When Lina Wertmuller, the elfin feminist gadfly of Italian cinema, made SWEPT AWAY back in 1974, it was a tantalizing and brutal take on the war between the sexes, between the classes and on the whole human comedy. When Guy Ritchie re-wrote the script for his wife, Madonna, I’m sure he thought it was a good idea. Shrewish bitch-goddess with more money than God laid low by a dose of reality in the form of a hunky but poor fisherman when they are shipwrecked on a deserted island. And even with Madonna’s cinematic track record, I confess to holding out a shred of hope. Not a big one, not a serious one, but there it was. I was prepared to be surprised considering the type-casting and Ritchie’s own cinematic track record. Alas, the only surprise was in seeing how little a top-notch director can do with a woman who simply cannot act.
Ritchie, who so dazzled us with LOCK STOCK AND TWO SMOKING BARRELS, did his best to tailor the script specifically to fit his wife’s talents. Perhaps it is the rosy glow of love that caused him to so badly overestimate them. Her range consists of being shrill in even the most tender of moments, sometimes with the chin jutting at a peculiar angle, sometimes not. The speaking voice is a gravelly thing capable of evoking the worst of junior high theatrical productions with the imperceptible range of inflections of which it is capable. Further, its accent sometimes, and for no apparent reason, desperately attempts to leap the Atlantic into British, but falls short, say somewhere in Hoboken. The body language is somewhere between a rock and a hard place. In scenes of great emotion, romantic or caustic, Madonna reaches deep within herself with an effort requiring a level of concentration that is painful to observe and comes up with nada, goose eggs, zero, a big black hole.

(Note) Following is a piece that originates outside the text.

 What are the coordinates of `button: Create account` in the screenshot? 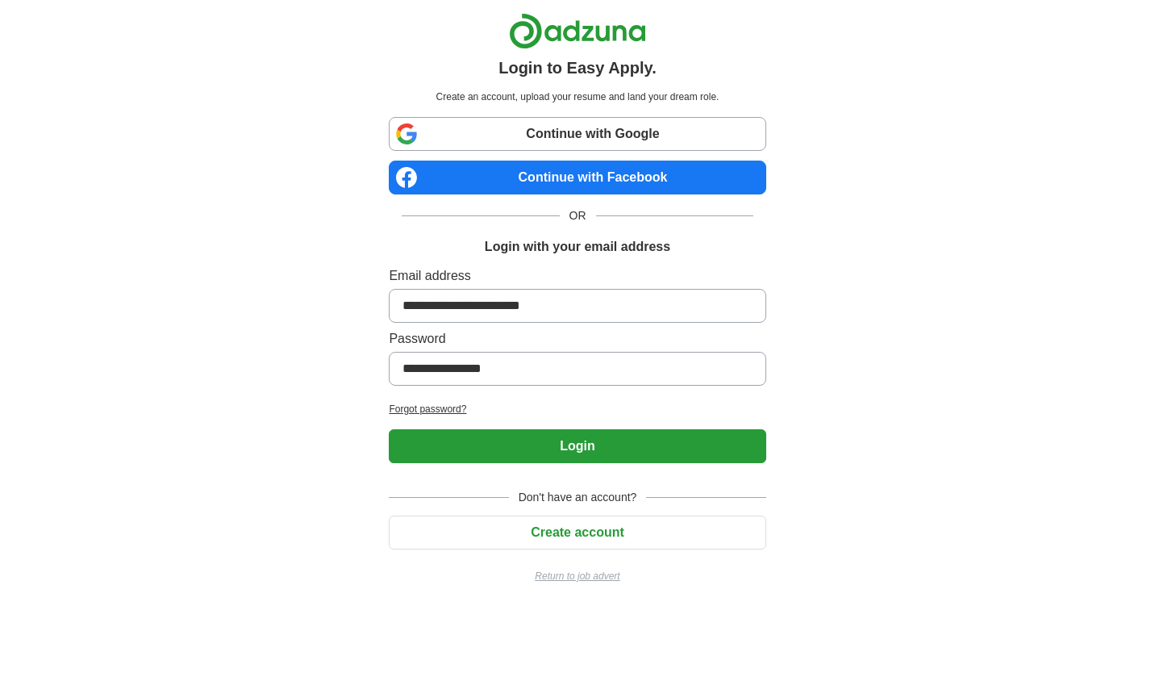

The script itself, which preserves little of the original’s bite and adds nothing to compensate for the loss, is a mix of Marxism, Ayn Rand, the Stockholm Syndrome and what appears to be some personal issues between the Ritchies. In it, he has her slapped her around a lot, dancing suggestively with a fish, and in what defies all logic, lip-synching to someone else instead of actually singing in the fantasy production number. The dynamics of any marriage are complex, but surely those of this union exposed as they are in this way, must provide fodder for much discussion in scholarly circles and will, one day, provide fodder of a different nature for the children involved as they become old enough to sign those book deals for what will undoubtedly turn into bestsellers and perhaps even movies. I know I can’t wait.
But I digress.
On the one hand, one has to admire Madonna’s pluck. After so many bombs and receiving the Golden Raspberry for being the worst actress of the 20th century, she’s still trying to achieve cinematic success. On the other hand, I’m sick of sitting through dreck. Maybe we could all be spared these exercises in futility if we look at things from a slightly different perspective. Madonna wants to be a legend of the silver screen. I say that’s already happened, the way it’s happened for Bo Derek and Pia Zadora. Can’t we just leave it at that and all get on with our lives?

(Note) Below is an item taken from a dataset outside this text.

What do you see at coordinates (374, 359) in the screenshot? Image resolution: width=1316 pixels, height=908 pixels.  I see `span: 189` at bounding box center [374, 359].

The only nice thing here, and I’m from the south and so I have to try to find something nice to say, is the sleepy-eyed sexiness of Adriano Giannini as the poor fisherman forced to endure first Madonna’s ire and then her affection. In a bit of stunt casting that everyone is quick to disavow, he is the son of Giancarlo Giannini, who starred in same role in the original. And speaking of the original, it’s available on VHS and DVD and eminently worth viewing (or re-viewing).